Monday, June 10, 2013

Workshop #2

Both my second workshop of the summer, and the second time I've done this workshop.  I did it last summer, in preparation for teaching our new composition course.  If you remember (or look back to) last August, I was pretty frustrated by the workshop last time and more frustrated by teaching the course in the fall.  It got a lot better in the spring.

I'm not sure if I was invited to do the workshop again because I was so obviously lousy or because I was pretty good.  I'm guessing I'm a remedial retaker.  Alas.  (The weird thing is, I'm not teaching the comp class this year because I'm teaching our gateway to the major class!  But here I am, because the money is helpful.)

It's interesting to see the workshop a second time, when I'm not at all stressed about it.  It's easy to see that other folks are stressed, though.


Last summer, I decided to go with the research and restrain my responses to proofreading sorts of issues in student papers.  And I did.  And it was really good.  I did, on a few occasions, talk to students about grammar issues.  For example, I had one student who was a really good writer, doing all sorts of neat stuff, but who made this one type of mistake.  So I talked to her about it, and voila, she was happy to know and didn't make the mistake again that I noticed.  She was just ready to learn that.

There were a few really resistant folks, totally understandably resistant.  We tend to think that doing something is always better than doing nothing.

But, one of the cool things I discovered looking at my students' writing over the semester was that most of them improved their proofreading sorts of stuff a bit by the end of the term.  I didn't do it, but it happened for some of them.  (Not all, of course.)

The big thing was that it was less stressful for me.  That's huge.


Like all fields, comp has lots of jargony stuff.  I find jargon I'm comfortable with perfectly acceptable, and jargon I'm not comfortable with just obnoxious.  Today, it was jargon that used very capitalist market oriented terms to talk about learning and writing, and I was really uncomfortable with that.  I mean, do we need a market term for learning?  And another for writing?  I'm still not clear how either of these terms is better than "learning" or "writing."  Maybe I'm just more bothered by the capitalist market aspect of the metaphors?  It's seems to me that using these metaphors this way sort of normalizes thinking of writing as a capitalist, market enterprise.  And while it certainly sometimes is, I'm not sure that I want that to be the central metaphor for it.  (I'm not articulating this well, though.)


**Brief**.
Give back every line of the material below that has the string "DUMMY".

**Provided data**.
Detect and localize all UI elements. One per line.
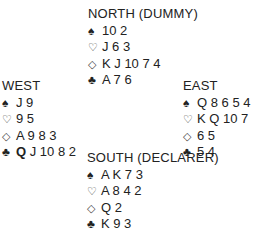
hearts-cards: A 8 4 2: [101, 183, 141, 198]
hand-title: NORTH (DUMMY): [88, 6, 198, 23]
diamonds-cards: Q 2: [101, 200, 122, 215]
spades-row: ♠J 9: [2, 95, 76, 112]
spades-row: ♠10 2: [88, 23, 198, 40]
hand-title: EAST: [183, 78, 250, 95]
heart-icon: ♡: [183, 111, 197, 128]
diamonds-row: ◇A 9 8 3: [2, 128, 76, 145]
hearts-cards: J 6 3: [102, 39, 130, 54]
hearts-cards: 9 5: [16, 111, 34, 126]
spades-cards: Q 8 6 5 4: [197, 95, 250, 110]
diamonds-cards: 6 5: [197, 128, 215, 143]
north-hand: NORTH (DUMMY) ♠10 2 ♡J 6 3 ◇K J 10 7 4 ♣…: [88, 6, 198, 89]
spade-icon: ♠: [87, 167, 101, 184]
spade-icon: ♠: [88, 23, 102, 40]
heart-icon: ♡: [88, 39, 102, 56]
diamonds-row: ◇Q 2: [87, 200, 219, 217]
hand-title: WEST: [2, 78, 76, 95]
highlighted-card: Q: [16, 144, 26, 159]
spades-cards: J 9: [16, 95, 33, 110]
heart-icon: ♡: [87, 183, 101, 200]
clubs-row: ♣K 9 3: [87, 216, 219, 232]
diamond-icon: ◇: [88, 56, 102, 73]
hand-title: SOUTH (DECLARER): [87, 150, 219, 167]
diamonds-row: ◇K J 10 7 4: [88, 56, 198, 73]
spade-icon: ♠: [2, 95, 16, 112]
clubs-cards: J 10 8 2: [30, 144, 76, 159]
diamonds-cards: A 9 8 3: [16, 128, 56, 143]
club-icon: ♣: [2, 144, 16, 161]
clubs-cards: K 9 3: [101, 216, 131, 231]
clubs-row: ♣Q J 10 8 2: [2, 144, 76, 161]
east-hand: EAST ♠Q 8 6 5 4 ♡K Q 10 7 ◇6 5 ♣5 4: [183, 78, 250, 161]
clubs-row: ♣A 7 6: [88, 72, 198, 89]
spades-row: ♠Q 8 6 5 4: [183, 95, 250, 112]
west-hand: WEST ♠J 9 ♡9 5 ◇A 9 8 3 ♣Q J 10 8 2: [2, 78, 76, 161]
club-icon: ♣: [88, 72, 102, 89]
south-hand: SOUTH (DECLARER) ♠A K 7 3 ♡A 8 4 2 ◇Q 2 …: [87, 150, 219, 232]
diamonds-cards: K J 10 7 4: [102, 56, 161, 71]
spades-cards: A K 7 3: [101, 167, 143, 182]
diamonds-row: ◇6 5: [183, 128, 250, 145]
hearts-row: ♡J 6 3: [88, 39, 198, 56]
clubs-cards: A 7 6: [102, 72, 132, 87]
diamond-icon: ◇: [2, 128, 16, 145]
hearts-row: ♡A 8 4 2: [87, 183, 219, 200]
diamond-icon: ◇: [87, 200, 101, 217]
hearts-row: ♡9 5: [2, 111, 76, 128]
hearts-cards: K Q 10 7: [197, 111, 248, 126]
heart-icon: ♡: [2, 111, 16, 128]
club-icon: ♣: [87, 216, 101, 232]
spades-cards: 10 2: [102, 23, 127, 38]
spades-row: ♠A K 7 3: [87, 167, 219, 184]
spade-icon: ♠: [183, 95, 197, 112]
diamond-icon: ◇: [183, 128, 197, 145]
hearts-row: ♡K Q 10 7: [183, 111, 250, 128]
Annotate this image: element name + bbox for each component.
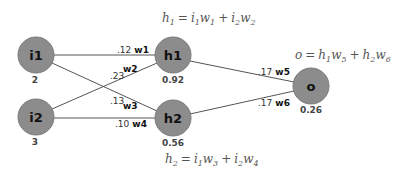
node-h1-label: h1 (164, 48, 182, 63)
node-i2-value: 3 (32, 137, 38, 147)
node-i2: i2 3 (18, 99, 54, 147)
weight-w3-name: w3 (123, 101, 138, 111)
equation-h2: h2=i1w3+i2w4 (165, 152, 259, 168)
node-i2-label: i2 (29, 110, 43, 125)
equation-o: o=h1w5+h2w6 (295, 48, 391, 64)
node-h1: h1 0.92 (155, 37, 191, 85)
node-h2: h2 0.56 (155, 100, 191, 148)
weight-w6: .17w6 (258, 98, 290, 108)
node-i1-label: i1 (29, 48, 43, 63)
weight-w4: .10w4 (115, 119, 147, 129)
node-i1-value: 2 (32, 75, 38, 85)
node-o-label: o (307, 79, 316, 94)
node-i1: i1 2 (18, 37, 54, 85)
network-canvas: .12w1 .23 w2 .13 w3 .10w4 .17w5 .17w6 i1… (0, 0, 398, 178)
weight-w1: .12w1 (117, 45, 149, 55)
weight-w5: .17w5 (258, 67, 290, 77)
equation-h1: h1=i1w1+i2w2 (162, 11, 256, 27)
node-o: o 0.26 (293, 68, 329, 115)
weight-w2-name: w2 (123, 64, 138, 74)
node-h2-value: 0.56 (162, 138, 184, 148)
neural-network-diagram: .12w1 .23 w2 .13 w3 .10w4 .17w5 .17w6 i1… (0, 0, 398, 178)
node-o-value: 0.26 (300, 105, 322, 115)
node-h1-value: 0.92 (162, 75, 184, 85)
node-h2-label: h2 (164, 111, 182, 126)
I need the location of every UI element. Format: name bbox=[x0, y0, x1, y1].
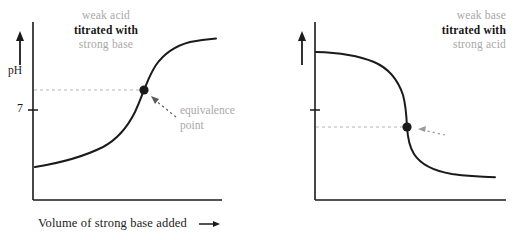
right-equivalence-point-dot bbox=[402, 122, 411, 131]
left-equivalence-label: equivalence point bbox=[180, 103, 235, 133]
left-equivalence-line2: point bbox=[180, 119, 204, 131]
left-ph-up-arrow-icon bbox=[16, 31, 24, 65]
titration-curves-figure: weak acid titrated with strong base pH 7… bbox=[0, 0, 525, 240]
left-x-axis-right-arrow-icon bbox=[198, 219, 222, 229]
panel-weak-base-strong-acid: weak base titrated with strong acid pH 7… bbox=[262, 0, 524, 240]
panel-weak-acid-strong-base: weak acid titrated with strong base pH 7… bbox=[0, 0, 262, 240]
left-tick-label-7: 7 bbox=[17, 101, 23, 116]
left-caption-line2: titrated with bbox=[58, 23, 154, 38]
left-caption-line3: strong base bbox=[58, 37, 154, 52]
left-equivalence-line1: equivalence bbox=[180, 104, 235, 116]
right-caption-line2: titrated with bbox=[376, 23, 506, 38]
left-caption: weak acid titrated with strong base bbox=[58, 8, 154, 52]
right-caption: weak base titrated with strong acid bbox=[376, 8, 506, 52]
right-dotted-arrow-icon bbox=[418, 126, 445, 135]
right-caption-line3: strong acid bbox=[376, 37, 506, 52]
left-y-axis-label: pH bbox=[8, 64, 22, 76]
left-caption-line1: weak acid bbox=[58, 8, 154, 23]
right-titration-curve bbox=[316, 52, 495, 177]
right-caption-line1: weak base bbox=[376, 8, 506, 23]
left-dotted-arrow-icon bbox=[151, 96, 176, 117]
left-x-axis-label: Volume of strong base added bbox=[38, 216, 187, 231]
right-ph-up-arrow-icon bbox=[298, 31, 306, 65]
left-equivalence-point-dot bbox=[139, 85, 148, 94]
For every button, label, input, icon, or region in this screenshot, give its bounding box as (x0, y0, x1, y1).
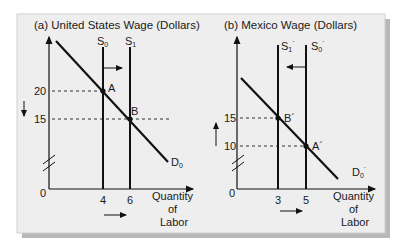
panel-a-title: (a) United States Wage (Dollars) (34, 19, 200, 31)
y-tick-15: 15 (224, 112, 236, 124)
point-b-prime-marker (275, 115, 280, 120)
x-tick-4: 4 (100, 194, 106, 206)
point-b-prime-label: B´ (284, 112, 295, 124)
y-tick-20: 20 (34, 85, 46, 97)
point-a-label: A (108, 82, 116, 94)
x-tick-5: 5 (303, 194, 309, 206)
point-b-label: B (131, 105, 138, 117)
point-a-marker (100, 88, 105, 93)
panel-b-title: (b) Mexico Wage (Dollars) (224, 19, 357, 31)
point-a-prime-label: A´ (312, 140, 323, 152)
y-tick-10: 10 (224, 140, 236, 152)
x-tick-6: 6 (127, 194, 133, 206)
origin-label: 0 (229, 187, 235, 199)
labor-market-diagram: (a) United States Wage (Dollars) A B S0 … (0, 0, 403, 249)
panel-background (17, 14, 385, 233)
point-a-prime-marker (303, 143, 308, 148)
y-tick-15: 15 (34, 113, 46, 125)
origin-label: 0 (40, 187, 46, 199)
point-b-marker (127, 116, 132, 121)
x-tick-3: 3 (275, 194, 281, 206)
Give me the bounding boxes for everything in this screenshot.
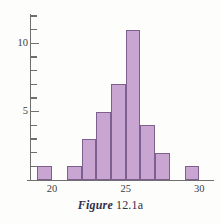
histogram-bar — [185, 166, 200, 180]
histogram-bar — [82, 139, 97, 180]
figure-container: 510 202530 Figure12.1a — [0, 0, 221, 224]
histogram-bar — [140, 125, 155, 180]
y-axis-minor-tick — [31, 15, 37, 16]
histogram-bar — [37, 166, 52, 180]
y-axis-tick-label-wrap: 10 — [6, 38, 28, 49]
y-axis-minor-tick — [31, 152, 37, 153]
y-axis-minor-tick — [31, 84, 37, 85]
histogram-plot: 510 202530 — [0, 0, 221, 195]
histogram-bar — [67, 166, 82, 180]
y-axis-major-tick — [31, 43, 39, 44]
y-axis-minor-tick — [31, 138, 37, 139]
caption-label: Figure — [78, 198, 113, 212]
y-axis-minor-tick — [31, 70, 37, 71]
y-axis-minor-tick — [31, 125, 37, 126]
y-axis-minor-tick — [31, 166, 37, 167]
y-axis-minor-tick — [31, 97, 37, 98]
x-axis-tick-label: 30 — [186, 184, 212, 195]
histogram-bar — [126, 30, 141, 180]
histogram-bar — [111, 84, 126, 180]
caption-number: 12.1a — [116, 198, 143, 212]
y-axis-major-tick — [31, 111, 39, 112]
x-axis-line — [27, 180, 214, 181]
histogram-bar — [155, 153, 170, 180]
y-axis-tick-label: 5 — [8, 106, 28, 117]
x-axis-tick-label: 25 — [113, 184, 139, 195]
y-axis-tick-label: 10 — [8, 38, 28, 49]
figure-caption: Figure12.1a — [0, 198, 221, 213]
y-axis-tick-label-wrap: 5 — [6, 106, 28, 117]
y-axis-minor-tick — [31, 56, 37, 57]
x-axis-tick-label: 20 — [39, 184, 65, 195]
histogram-bar — [96, 112, 111, 180]
y-axis-minor-tick — [31, 29, 37, 30]
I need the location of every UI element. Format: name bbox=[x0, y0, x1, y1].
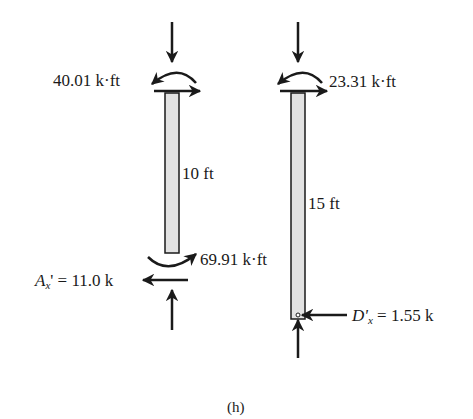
left-top-moment-arrow-icon bbox=[152, 73, 196, 84]
right-reaction-label: D'x = 1.55 k bbox=[352, 307, 433, 326]
left-length-label: 10 ft bbox=[182, 165, 214, 182]
left-bottom-moment-arrow-icon bbox=[148, 254, 196, 266]
left-column-member bbox=[165, 93, 179, 253]
left-reaction-label: Ax' = 11.0 k bbox=[35, 272, 113, 291]
right-top-moment-label: 23.31 k·ft bbox=[329, 73, 396, 90]
free-body-diagram bbox=[0, 0, 473, 419]
right-top-moment-arrow-icon bbox=[278, 73, 322, 84]
figure-caption: (h) bbox=[227, 400, 245, 415]
right-length-label: 15 ft bbox=[308, 195, 340, 212]
pin-icon bbox=[296, 313, 300, 317]
left-top-moment-label: 40.01 k·ft bbox=[53, 72, 120, 89]
right-column-member bbox=[291, 93, 305, 319]
left-bottom-moment-label: 69.91 k·ft bbox=[200, 251, 267, 268]
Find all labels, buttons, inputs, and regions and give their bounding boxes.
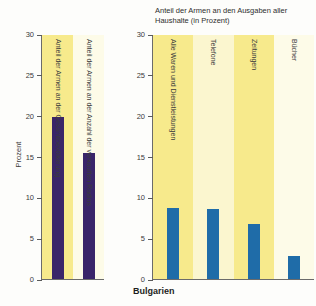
axis-tick: [148, 116, 153, 117]
axis-tick-label: 25: [129, 72, 145, 80]
axis-tick: [37, 239, 42, 240]
bar-slot: [42, 35, 73, 280]
axis-tick: [37, 75, 42, 76]
bar: [288, 256, 300, 280]
bar: [83, 153, 95, 280]
axis-tick: [148, 75, 153, 76]
bar: [248, 224, 260, 280]
right-bar-group: [153, 35, 314, 280]
left-plot-area: Anteil der Armen an der Gesamtbevölkerun…: [42, 35, 104, 280]
axis-tick: [37, 198, 42, 199]
axis-tick: [148, 198, 153, 199]
left-bar-group: [42, 35, 104, 280]
axis-tick-label: 20: [18, 113, 34, 121]
chart-figure: Anteil der Armen an der Gesamtbevölkerun…: [0, 0, 316, 306]
bar: [167, 208, 179, 280]
axis-tick-label: 30: [18, 31, 34, 39]
bar-slot: [234, 35, 274, 280]
axis-tick-label: 0: [18, 276, 34, 284]
right-plot-area: Alle Waren und DienstleistungenTelefoneZ…: [153, 35, 314, 280]
bar-slot: [274, 35, 314, 280]
axis-tick-label: 30: [129, 31, 145, 39]
axis-tick-label: 10: [18, 194, 34, 202]
right-chart-headline: Anteil der Armen an den Ausgaben aller H…: [155, 6, 315, 25]
bar-slot: [73, 35, 104, 280]
axis-tick: [148, 157, 153, 158]
axis-tick-label: 0: [129, 276, 145, 284]
right-baseline: [153, 279, 314, 280]
right-chart-panel: Alle Waren und DienstleistungenTelefoneZ…: [153, 35, 314, 280]
axis-tick-label: 5: [129, 235, 145, 243]
left-baseline: [42, 279, 104, 280]
axis-tick-label: 15: [129, 154, 145, 162]
bar-slot: [153, 35, 193, 280]
axis-tick: [37, 157, 42, 158]
right-y-axis: 051015202530: [129, 35, 153, 280]
bar: [207, 209, 219, 280]
axis-tick-label: 20: [129, 113, 145, 121]
axis-tick: [37, 280, 42, 281]
left-axis-title: Prozent: [14, 133, 23, 177]
axis-tick: [148, 35, 153, 36]
axis-tick-label: 5: [18, 235, 34, 243]
axis-tick: [37, 116, 42, 117]
axis-tick: [148, 280, 153, 281]
axis-tick: [37, 35, 42, 36]
axis-tick-label: 10: [129, 194, 145, 202]
axis-tick-label: 25: [18, 72, 34, 80]
country-caption: Bulgarien: [133, 286, 175, 296]
bar-slot: [193, 35, 233, 280]
left-chart-panel: Anteil der Armen an der Gesamtbevölkerun…: [42, 35, 104, 280]
bar: [52, 117, 64, 280]
axis-tick: [148, 239, 153, 240]
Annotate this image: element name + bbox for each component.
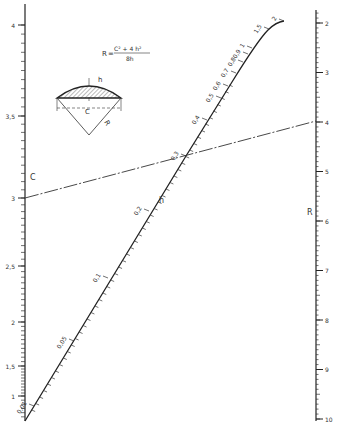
r-tick-label: 6 [325, 218, 329, 225]
c-tick-label: 2,5 [5, 263, 15, 270]
h-tick-label: 0,2 [132, 205, 143, 217]
c-scale: 43,532,521,51 C [5, 4, 36, 421]
h-tick-label: 0,01 [15, 400, 28, 415]
formula-denominator: 8h [126, 55, 134, 62]
sketch-h-label: h [98, 76, 102, 84]
c-tick-label: 3 [11, 195, 15, 202]
sketch-r-label: R [102, 119, 111, 127]
h-tick-label: 1,5 [252, 23, 263, 35]
c-tick-label: 1 [11, 393, 15, 400]
index-line [25, 121, 316, 198]
h-scale: 0,010,050,10,20,30,40,50,60,70,80,911,52… [15, 15, 284, 421]
r-tick-label: 8 [325, 317, 329, 324]
r-tick-label: 5 [325, 168, 329, 175]
r-tick-label: 10 [325, 416, 333, 423]
h-tick-label: 0,9 [231, 48, 242, 60]
h-tick-label: 0,4 [190, 114, 201, 126]
nomogram: 43,532,521,51 C 2345678910 R 0,010,050,1… [0, 0, 340, 428]
segment-sketch: h C R [57, 76, 121, 135]
h-tick-label: 0,1 [91, 272, 102, 284]
r-scale: 2345678910 R [307, 10, 333, 423]
formula: R = C² + 4 h² 8h [102, 45, 150, 62]
c-tick-label: 2 [11, 319, 15, 326]
h-tick-label: 0,5 [204, 92, 215, 104]
c-tick-label: 4 [11, 22, 15, 29]
h-scale-name: h [159, 196, 164, 205]
r-scale-name: R [307, 208, 313, 217]
r-tick-label: 2 [325, 20, 329, 27]
r-tick-label: 3 [325, 69, 329, 76]
r-tick-label: 9 [325, 366, 329, 373]
h-tick-label: 1 [238, 42, 246, 49]
r-tick-label: 4 [325, 119, 329, 126]
h-tick-label: 0,6 [211, 80, 222, 92]
sketch-c-label: C [85, 108, 90, 116]
c-tick-label: 3,5 [5, 113, 15, 120]
r-tick-label: 7 [325, 267, 329, 274]
formula-numerator: C² + 4 h² [114, 45, 142, 52]
c-scale-name: C [30, 173, 36, 182]
formula-lhs: R [102, 50, 107, 58]
h-tick-label: 2 [270, 15, 278, 22]
c-tick-label: 1,5 [5, 363, 15, 370]
h-tick-label: 0,7 [219, 67, 230, 79]
h-tick-label: 0,05 [55, 335, 68, 350]
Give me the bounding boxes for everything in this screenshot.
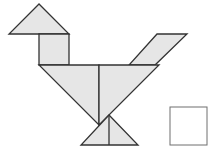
tangram-diagram — [0, 0, 215, 152]
tail-parallelogram — [129, 34, 187, 65]
body-left-triangle — [39, 65, 99, 125]
neck-square — [39, 34, 69, 65]
head-triangle — [9, 4, 69, 34]
answer-box — [170, 107, 207, 145]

**Result of this exercise**.
hand-title: NORTH (DUMMY): [88, 6, 198, 23]
north-hand: NORTH (DUMMY) ♠10 2 ♡J 6 3 ◇K J 10 7 4 ♣…: [88, 6, 198, 89]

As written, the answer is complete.